For Dudziak, the salient factor linking racism, the United States, and the Cold War is how the US federal government tried to “control the story” (250). The federal government sought to handle the narrative both by silencing radical critics of the United States and by promoting the idea that US democracy led to gradual improvement in race relations. At the height of the Cold War, the US civil rights movement also benefited from international links with anti-colonialist struggles abroad. After the passage of the Voting Rights Act in 1965, the Vietnam War and the conservative reaction to race-motivated riots in US cities ended the international focus on civil rights. Furthermore, with the legislative victories of the civil rights movement, civil rights stopped being a focus “[o]nce America’s image seemed secure” (252).

Dudziak argues that events in the United States should not be seen in isolation. The civil rights struggle in the United States was also influenced by international movements. Meanwhile, even since the end of the Cold War, international criticism of racism in the United States has continued: “What has changed is the perception of whether it has strategic importance” (254, emphasis added). Still, Dudziak reminds readers that racial justice in the United States will continue to “have an impact on the nation’s moral standing in a diverse and divided world” (254).

Conclusion Analysis

In her Conclusion, Dudziak summarizes her argument that The Growth of Civil Rights Activism and The Role of the Cold War in Rights Discourse were intertwined. The Cold War did give the US federal government and various politicians reasons to intervene decisively in favor of civil rights. Likewise, US civil rights activists reaching out to the United Nations and international opinion gave them an option for leverage. Still, though, these connections also limited the scope of civil rights activism. This remained true even after the US federal government less aggressively acted against activists they deemed too radical: “Although the Cold War helped motivate civil rights reform, it limited the field of vision to formal equality, to opening the doors of opportunity, and away from a broader critique of the American economic and political system” (252, emphasis added).
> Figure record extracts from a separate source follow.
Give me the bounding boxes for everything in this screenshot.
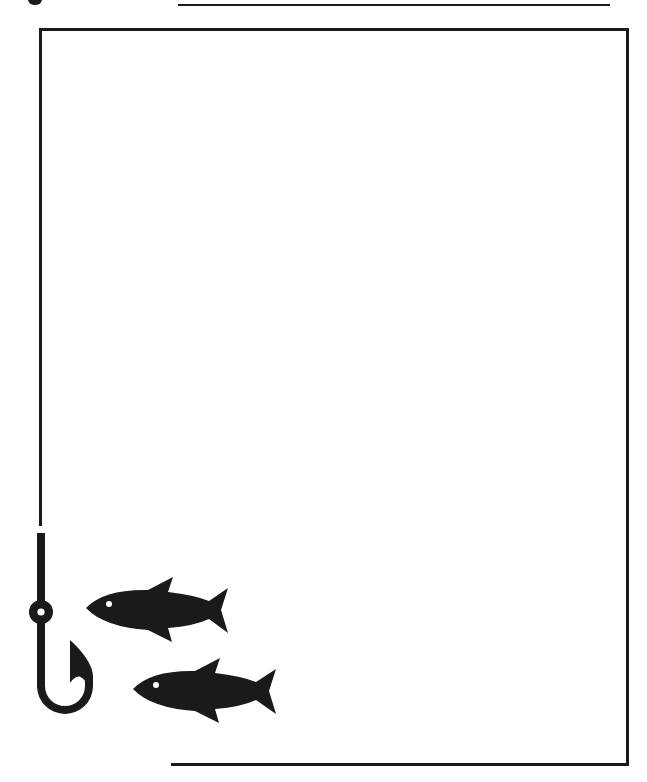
decoration-layer	[0, 0, 647, 782]
fish-hook-icon	[29, 533, 93, 714]
fish-icon	[133, 658, 276, 723]
fish-icon	[86, 577, 228, 642]
page-canvas	[0, 0, 647, 782]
However, Dudziak explains here that her argument is not just relevant to the history of the Cold War and the civil rights movement. Her study is addressed to other historians as well, in regard to The Global Influence on American Civil Rights. She argues historians of the modern United States need to look more at the ways the United States and the world affect each other. Dudziak asserts, “We see that the borders of history are permeable, that American soil cannot contain the story of American history” (252). She thus encourages US historians to do more to view the story of American history in the context of the wider world, whatever the era or topic.